Wednesday, August 27, 2008

Books: Anna Karenina, by Leo Tolstoy

When I first started reading this book, I was doing so at work, online on Project Gutenberg. I got about half through before picking up the Pevear-Volokhonsky translation at the library, and suddenly started reading a lot faster. The Garnett translation on the internet, while perfectly serviceable, gave me a book that was only slightly less tedious than War and Peace, which I fought through with a machete a few years ago (aside: now that I know there is a Pevear-Volokhonsky translation of War and Peace, I might have to read it again. Blast!) But the new translation, free of those strange and clunky anachronisms so common to translated Russian literature, feels "pure" in a way, as if we can read precisely what Tolstoy intended.

This is not to say that the novel doesn't still feel boggy in places; there are lengthy discussions about contemporary politics, the problem of the peasant, what the land-owner's role is in the countryside, and all these do draw out what could otherwise be a two- or three-hundred page romance novel. But there is enough emotion and even anguish, even in these sections having nothing to do with romance, to pull us through. The crises Tolstoy describes are, forgive my cliche, timeless. I could not help identifying with his characters, and developing weirdly strong alliances with some and against others.

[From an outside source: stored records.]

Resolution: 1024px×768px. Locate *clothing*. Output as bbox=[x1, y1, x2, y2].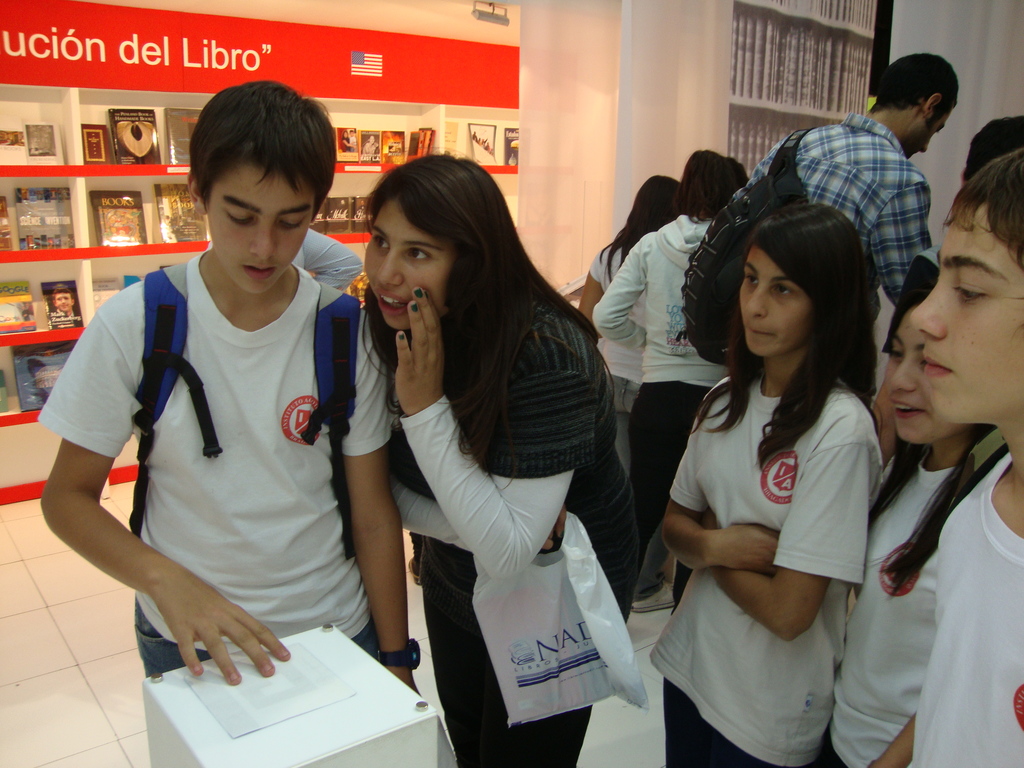
bbox=[593, 214, 731, 593].
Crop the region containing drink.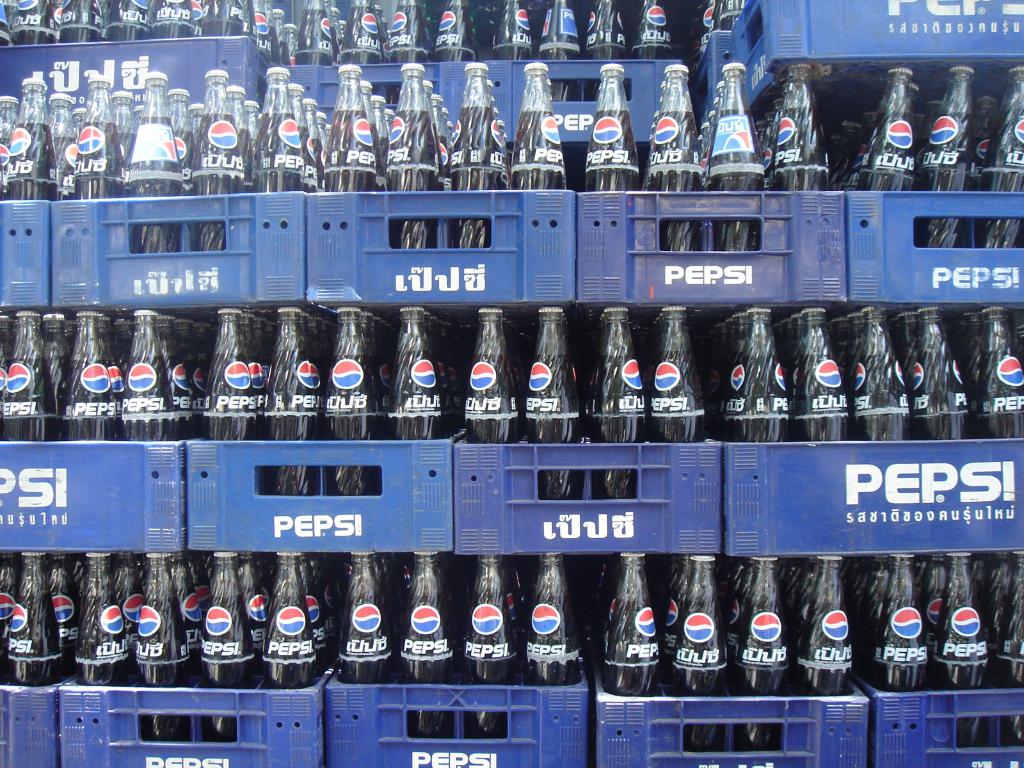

Anna, for instance, I loathe. I was rather happy to see her throw herself in front of a train at the end. She's a melodramatic princess, addicted, as so many women are, to constant attention from men. Although her husband is perfectly kind and whole and a good provider (unlike, say, Emma Bovary's husband, Lady Chatterley's husband, or Undine Spragg's husband, although maybe he is a wee bit like Emma Bovary's husband, in the sense that he bores his wife terribly), she allows her head to be turned by the totally unappealing Count Vronsky, who abandons Kitty, the young girl he had previously been courting (luckily for her, because he's plain no good, and would never have married her anyway). Once she's thrown away her entire life for Vronsky, and as good as eloped with him to the countryside, leaving her supposedly beloved son behind, as well as society, which can no longer accept her, she remains neurotic and fretful, constantly worried, in spite of his obvious devotion, that the Count does not love her enough, and that he wants to marry someone else. Her extreme selfishness and lack of responsibility ultimately ruins two men's lives, three if you include that of her son (and why not add another for the daughter she has with Vronsky, for which she doesn't care at all?)

Karenin, her husband, I feel a deeply sorrowful sympathy for; his love and his trust blind him to Anna's affair at first (and perhaps some complacency, although the demarcation between trust and complacency is sometimes difficult to distinguish), and once she tells him about it (in a rather mean-spirited way, I would say), he still forgives her, even gives her free reign to do as she pleases so long as she does not disturb the household, his business. What the man lacks in passion, he makes up for with the more important prudence, and incredibly generosity.

But Karenin is not Tolstoy's ideal man (nor is, of course, the clownish cad Vronsky). Konstantin Levin, who marries Kitty after Vronsky abandons her, is the epitome of prudence, generosity, responsibility, intellect, and depth of soul. Here is a man who perhaps worries too much, is too self-conscious, and so has trouble with society's empty and expensive customs. But in the country, on his farm, he works alongside the peasants at cutting the hay. He is able to silence the raging philosophical questions inside his head by working harder (yes, like the poor horse in Animal Farm). His realization at the end of the novel is worth quoting: "When Levin thought about what he was and what he lived for, he found no answer and fell into despair; but when he stopped asking himself about it, he seemed to know what he was and what he lived for, because he acted and lived firmly and definitely." Perhaps if Anna had the opportunity to work on the farm herself, or in fact do anything laborious at all, she wouldn't have been so ripe for distraction.